Advertisement

WHAT’S SO FUNNY:Adorable and bore-able

Share via

There are certain creatures whose lives have been cushioned for so long that they take on a star attitude. They feel they understand the world. They know who’s important and who isn’t, and they’re used to the spotlight — a little bored with it, actually.

Among these creatures are 2-year-old children and 4-year-old dogs.

My mother liked to tell a story of how she once met a woman on the street while carrying 2-year-old me in her arms. They stopped to talk. The woman complimented Mom on how cute I was. I looked at the woman and said, “Move.”

Our Welsh Springer spaniel Booker is four now, and although he’s still a sweetie, he shares one or two attributes with that earlier, ruder me.

Advertisement

About three days a week, Booker goes to Patti Jo’s jewelry shop with her and sleeps in a nook behind her counter. When he was young he would greet the customers who looked over the counter; he’d get up and wag his tail. Now he’s decided they’re extras.

The other day, three teenage girls saw him sleeping in his nook and cooed over him until he woke up and lifted his head to look at them. Then he inhaled, put his head back down and let the breath out through one side of his mouth in the classic “phooooo” sigh. Patti Jo was really embarrassed.

He’s gone from a wide-eyed fascination with everyone to the view that when you’ve seen one adoring customer you’ve seen them all. He doesn’t even offer the minimal response a star might give his fans; he just blows them off.

He’s not like this with everyone. Patti Jo, Katie and I are like gods to him. Visitors to the house are always welcome, because they might play with him. But a lot of people — and Patti Jo’s shop customers are among these — just say, “Oh, look at the widdoo biddoo with the hair sticking up!” and don’t do anything else. Even adulation gets tiresome when it becomes routine.

And it’s hard to explain the finer points of civility to a dog. You can tell a child, “It’s Aunt Betty, you smile because she loves you and she’s family,” and someday — it may be years from now — that child will smile at Aunt Betty.

But Booker has lost the feeling he once had that every customer is of interest, and I don’t know how Patti Jo’s going to teach him to pretend. He just can’t fake his wags.

For most rude 2-year-old humans, nature provides a cure: as we get older, we stop being cute. We lose our fan base. And we tend to try harder with people once we’ve taken a walk or two down Lonely Street. But Booker will probably never find out what it’s like to lose his appeal, because the truth is that the customers are right: He is, and always will be, a widdoo biddoo with the hair sticking up.


  • SHERWOOD KIRALY is a Laguna Beach resident. He has written four novels, three of which were critically acclaimed.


EXERCISE: Which lines of the entries below include "order"? List them all.

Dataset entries
* * * * * * * * *
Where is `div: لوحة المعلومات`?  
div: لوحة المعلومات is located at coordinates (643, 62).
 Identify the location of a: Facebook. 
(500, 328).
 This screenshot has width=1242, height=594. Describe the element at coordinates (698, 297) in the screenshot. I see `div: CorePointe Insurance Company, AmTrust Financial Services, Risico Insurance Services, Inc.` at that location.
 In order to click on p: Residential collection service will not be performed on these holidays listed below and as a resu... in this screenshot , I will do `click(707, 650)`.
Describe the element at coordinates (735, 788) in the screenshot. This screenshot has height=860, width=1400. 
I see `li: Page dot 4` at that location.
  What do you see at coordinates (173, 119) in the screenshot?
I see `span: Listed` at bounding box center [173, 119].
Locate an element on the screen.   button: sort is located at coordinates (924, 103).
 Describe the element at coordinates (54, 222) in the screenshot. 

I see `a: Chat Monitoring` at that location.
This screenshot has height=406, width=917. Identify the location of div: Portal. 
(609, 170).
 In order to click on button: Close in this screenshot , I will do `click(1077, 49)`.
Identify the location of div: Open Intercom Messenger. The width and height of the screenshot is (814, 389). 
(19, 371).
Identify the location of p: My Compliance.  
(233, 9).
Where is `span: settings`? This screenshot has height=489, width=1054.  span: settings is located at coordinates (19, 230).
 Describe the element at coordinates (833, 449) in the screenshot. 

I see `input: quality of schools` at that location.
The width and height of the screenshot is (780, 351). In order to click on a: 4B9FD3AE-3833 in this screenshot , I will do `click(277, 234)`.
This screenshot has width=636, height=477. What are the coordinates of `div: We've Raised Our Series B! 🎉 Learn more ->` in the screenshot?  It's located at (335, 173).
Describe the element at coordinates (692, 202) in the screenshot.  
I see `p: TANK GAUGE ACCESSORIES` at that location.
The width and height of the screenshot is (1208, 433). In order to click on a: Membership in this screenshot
* * * * * * * * *
EXERCISE RESULT:
 In order to click on p: Residential collection service will not be performed on these holidays listed below and as a resu... in this screenshot , I will do `click(707, 650)`.
 In order to click on button: Close in this screenshot , I will do `click(1077, 49)`.
The width and height of the screenshot is (780, 351). In order to click on a: 4B9FD3AE-3833 in this screenshot , I will do `click(277, 234)`.
The width and height of the screenshot is (1208, 433). In order to click on a: Membership in this screenshot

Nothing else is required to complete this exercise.